Another feature of our changing landscape are the students themselves. They come to us with more demands and more needs. Their ability to adjust to college life and the classroom has been impacted not only by isolation caused by the pandemic, but also by the climate of division and contention that surrounds them. UCLA’s annual survey of 150,000 first-year students across the nation recently found them to be more depressed and anxious than any time in the last 50 years. Their physical and emotional health has declined significantly since 1985, when they began reporting the results of their survey of new and graduating student attitudes. Covid has clearly taken its toll.

Since the physical and emotional health of first-year undergraduates has declined significantly in recent years, wellness programs such as the Certificate in Infant and Early Childhood Mental Health from Georgetown University’s School of Continuing Studies have become critically important. Photo courtesy of Georgetown University.

In the classroom, faculty report a reluctance on the part of students to share ideas and opinions in political and social matters, a fear of being judged or labeled, resulting in a heightened self- consciousness. We hear each day how challenging the teaching environment has become.

This is not, by any means, the whole picture. Fortunately, we see young people who are committed and energetic, eager to make an impact on the world, and quite conscious of the world’s need for their contributions. But we notice a change, and teaching has become more difficult as our political and social divisions enter the classroom and shape our work in the co-curricular area.

Jesuit colleges and universities have what we believe students need: an academic community that supports them, an education that gives them agency, and a moral compass that helps them navigate the options they will need to discern as they move through life.

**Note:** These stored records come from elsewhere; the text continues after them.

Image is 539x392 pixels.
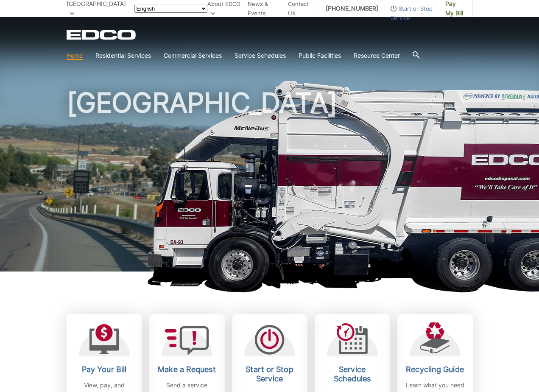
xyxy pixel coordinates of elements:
select: Select a language [134,5,208,13]
h1: [GEOGRAPHIC_DATA] [67,89,473,275]
a: Service Schedules [234,51,286,60]
a: Public Facilities [299,51,341,60]
a: Home [67,51,83,60]
a: EDCD logo. Return to the homepage. [67,30,137,40]
h2: Start or Stop Service [238,365,301,384]
a: Commercial Services [164,51,222,60]
a: Resource Center [354,51,400,60]
h2: Pay Your Bill [73,365,136,374]
h2: Recycling Guide [404,365,466,374]
a: Residential Services [96,51,151,60]
h2: Make a Request [155,365,218,374]
h2: Service Schedules [321,365,384,384]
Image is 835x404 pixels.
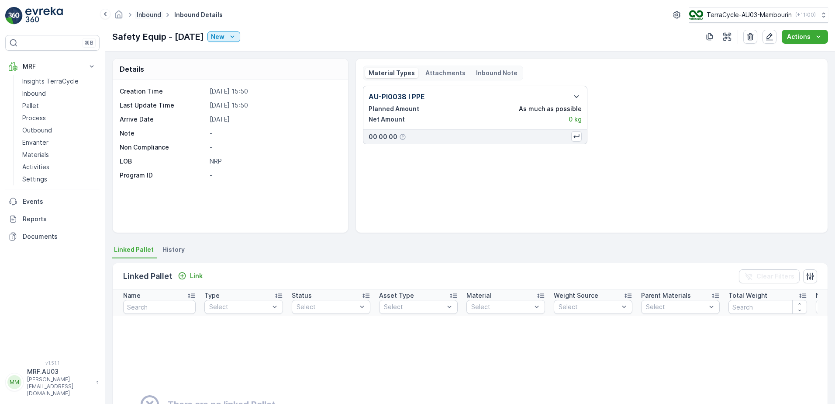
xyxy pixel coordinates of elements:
button: New [207,31,240,42]
a: Outbound [19,124,100,136]
a: Materials [19,149,100,161]
p: Envanter [22,138,48,147]
p: TerraCycle-AU03-Mambourin [707,10,792,19]
p: - [210,171,339,180]
a: Reports [5,210,100,228]
p: Note [120,129,206,138]
p: Planned Amount [369,104,419,113]
input: Search [123,300,196,314]
a: Pallet [19,100,100,112]
p: MRF.AU03 [27,367,92,376]
p: Parent Materials [641,291,691,300]
p: Activities [22,162,49,171]
p: Status [292,291,312,300]
p: [PERSON_NAME][EMAIL_ADDRESS][DOMAIN_NAME] [27,376,92,397]
p: Select [646,302,706,311]
a: Envanter [19,136,100,149]
p: Total Weight [729,291,767,300]
a: Homepage [114,13,124,21]
p: Insights TerraCycle [22,77,79,86]
input: Search [729,300,807,314]
p: Linked Pallet [123,270,173,282]
p: Name [123,291,141,300]
a: Inbound [137,11,161,18]
a: Insights TerraCycle [19,75,100,87]
p: Events [23,197,96,206]
p: ( +11:00 ) [795,11,816,18]
p: Actions [787,32,811,41]
p: Details [120,64,144,74]
img: logo_light-DOdMpM7g.png [25,7,63,24]
p: Settings [22,175,47,183]
p: Net Amount [369,115,405,124]
button: Link [174,270,206,281]
p: Program ID [120,171,206,180]
p: 0 kg [569,115,582,124]
img: logo [5,7,23,24]
img: image_D6FFc8H.png [689,10,703,20]
div: Help Tooltip Icon [399,133,406,140]
p: Material [467,291,491,300]
p: ⌘B [85,39,93,46]
p: Safety Equip - [DATE] [112,30,204,43]
p: - [210,129,339,138]
span: v 1.51.1 [5,360,100,365]
p: Last Update Time [120,101,206,110]
p: - [210,143,339,152]
p: Process [22,114,46,122]
a: Documents [5,228,100,245]
a: Inbound [19,87,100,100]
p: As much as possible [519,104,582,113]
p: Material Types [369,69,415,77]
p: Non Compliance [120,143,206,152]
p: NRP [210,157,339,166]
span: Linked Pallet [114,245,154,254]
p: Link [190,271,203,280]
p: Inbound [22,89,46,98]
p: New [211,32,225,41]
p: Attachments [425,69,466,77]
button: MRF [5,58,100,75]
p: Pallet [22,101,39,110]
p: Weight Source [554,291,598,300]
p: [DATE] 15:50 [210,87,339,96]
p: Select [559,302,619,311]
p: Select [297,302,357,311]
p: Type [204,291,220,300]
p: Asset Type [379,291,414,300]
p: LOB [120,157,206,166]
button: Clear Filters [739,269,800,283]
p: Select [471,302,532,311]
p: Documents [23,232,96,241]
a: Process [19,112,100,124]
button: Actions [782,30,828,44]
span: Inbound Details [173,10,225,19]
p: AU-PI0038 I PPE [369,91,425,102]
button: MMMRF.AU03[PERSON_NAME][EMAIL_ADDRESS][DOMAIN_NAME] [5,367,100,397]
p: Arrive Date [120,115,206,124]
p: MRF [23,62,82,71]
a: Settings [19,173,100,185]
div: MM [7,375,21,389]
p: [DATE] [210,115,339,124]
a: Events [5,193,100,210]
button: TerraCycle-AU03-Mambourin(+11:00) [689,7,828,23]
p: 00 00 00 [369,132,397,141]
a: Activities [19,161,100,173]
span: History [162,245,185,254]
p: Reports [23,214,96,223]
p: Select [209,302,270,311]
p: Creation Time [120,87,206,96]
p: Materials [22,150,49,159]
p: Inbound Note [476,69,518,77]
p: [DATE] 15:50 [210,101,339,110]
p: Select [384,302,444,311]
p: Outbound [22,126,52,135]
p: Clear Filters [757,272,795,280]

The Society of Jesus has identified four “apostolic preferences” that are designed to inspire us, to give us a roadmap for our time. These preferences call us to walk with youth toward a hope-filled future: to give them not only a well- rounded education, but also the tools of discernment and the spiritual guidance and support they will need to make carefully informed decisions. These “preferences” challenge us to make the plight of those who are marginalized and excluded a core feature of their educational experiences with us—the implication being that the future they wish to construct cannot be exclusive to themselves and their social class—and to support in them a critical and passionate care for the planet they will inherit. Our educational priorities should be in line, then, with their deepest desires and concerns.

What I have hoped to explain here is that Jesuit higher education has been capable of making radical adjustments, that after a careful reading of the times, our forebearers took risks that have proven to be consequential and wise. Without their bold moves, we would not see today the solid state of our institutions, the respect they have in the academic world, their value to the Church, and their value to families across the ethnic, racial and socio-economic spectrum, nor the diversity of our faculty, staff and students. And, I have tried to say we have an opportunity to face the challenges of this new post-Covid era because we have a pedagogical formula—a way of educating that addresses all aspects of our humanity—that is especially needed in this moment.

Michael J. Garanzini, S.J., is president of the Association of Jesuit Colleges and Universities. This article is adapted from a talk delivered at Saint Louis University in March 2022.

The featured cover photo (above) is courtesy of Elliot Engelmann via Unsplash.